On 2025/4/22 18:29, Mikulas Patocka wrote:
Hi
On Thu, 17 Apr 2025, Dongsheng Yang wrote:
+ccing md-devel
On 2025/4/16 23:10, Jens Axboe wrote:
On 4/16/25 12:08 AM, Dongsheng Yang wrote:
On 2025/4/16 9:04, Jens Axboe wrote:
On 4/15/25 12:00 PM, Dan Williams wrote:
Thanks for making the comparison chart. The immediate question this
raises is why not add "multi-tree per backend", "log structured
writeback", "readcache", and "CRC" support to dm-writecache?
device-mapper is everywhere, has a long track record, and enhancing it
immediately engages a community of folks in this space.
Strongly agree.
Hi Dan and Jens,
Thanks for your reply, that's a good question.
1. Why not optimize within dm-writecache?
From my perspective, the design goal of dm-writecache is to be a
minimal write cache. It achieves caching by dividing the cache device
into n blocks, each managed by a wc_entry, using a very simple
management mechanism. On top of this design, it's quite difficult to
implement features like multi-tree structures, CRC, or log-structured
writeback. Moreover, adding such optimizations?especially a read
cache?would deviate from the original semantics of dm-writecache. So,
we didn't consider optimizing dm-writecache to meet our goals.
2. Why not optimize within bcache or dm-cache?
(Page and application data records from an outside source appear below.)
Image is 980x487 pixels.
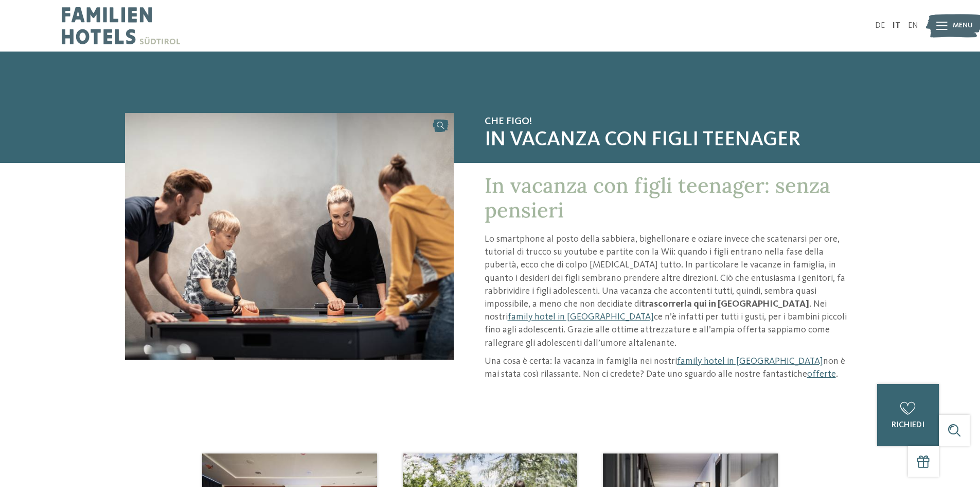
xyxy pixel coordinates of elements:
span: richiedi [891,420,924,429]
img: Progettate delle vacanze con i vostri figli teenager? [125,113,454,360]
a: family hotel in [GEOGRAPHIC_DATA] [507,312,654,322]
a: family hotel in [GEOGRAPHIC_DATA] [677,357,823,365]
span: In vacanza con figli teenager [485,127,856,152]
p: Lo smartphone al posto della sabbiera, bighellonare e oziare invece che scatenarsi per ore, tutor... [485,233,856,350]
a: EN [907,22,918,30]
span: Che figo! [485,116,856,127]
span: In vacanza con figli teenager: senza pensieri [485,172,830,223]
a: offerte [807,369,836,378]
span: Menu [952,21,973,31]
a: DE [875,22,884,30]
a: richiedi [877,383,938,445]
p: Una cosa è certa: la vacanza in famiglia nei nostri non è mai stata così rilassante. Non ci crede... [485,355,856,380]
strong: trascorrerla qui in [GEOGRAPHIC_DATA] [641,299,809,309]
a: IT [892,22,900,30]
As mentioned above, dm-writecache is essentially a minimal write
cache. So, why not build on bcache or dm-cache, which are more
complete caching systems? The truth is, it's also quite difficult.
These systems were designed with traditional SSDs/NVMe in mind, and
many of their design assumptions no longer hold true in the context of
PMEM. Every design targets a specific scenario, which is why, even
with dm-cache available, dm-writecache emerged to support DAX-capable
PMEM devices.
3. Then why not implement a full PMEM cache within the dm framework?
In high-performance IO scenarios?especially with PMEM hardware?adding
an extra DM layer in the IO stack is often unnecessary. For example,
DM performs a bio clone before calling __map_bio(clone) to invoke the
target operation, which introduces overhead.
Device mapper performs (in the common fast case) one allocation per
incoming bio - the allocation contains the outgoing bio and a structure
that may be used for any purpose by the target driver. For interlocking,
it uses RCU, so there is no synchronizing instruction. So, DM overhead is
not big.
Thank you again for the suggestion. I absolutely agree that leveraging
existing frameworks would be helpful in terms of code review, and
merging. I, more than anyone, hope more people can help review the
code or join in this work. However, I believe that in the long run,
building a standalone pcache module is a better choice.
I think we'd need much stronger reasons for NOT adopting some kind of dm
approach for this, this is really the place to do it. If dm-writecache
etc aren't a good fit, add a dm-whatevercache for it? If dm is
unnecessarily cloning bios when it doesn't need to, then that seems like
something that would be worthwhile fixing in the first place, or at
least eliminate for cases that don't need it. That'd benefit everyone,
and we would not be stuck with a new stack to manage.
Would certainly be worth exploring with the dm folks.
well, introducing dm-pcache (assuming we use this name) could, on one hand,
attract more users and developers from the device-mapper community to pay
attention to this project, and on the other hand, serve as a way to validate
or improve the dm framework’s performance in high-performance I/O scenarios.
If necessary, we can enhance the dm framework instead of bypassing it
entirely. This indeed sounds like something that would “benefit everyone.”
Hmm, I will seriously consider this approach.
Hi Alasdair, Mike, Mikulas, Do you have any suggestions?
Thanx
If you create a new self-contained target that doesn't need changes in the
generic dm or block code, it's OK and I would accept that.
I will try to port pcache into dm to be a new self-contained target.
Thanx
Dongsheng
Improving dm-writecache is also possible.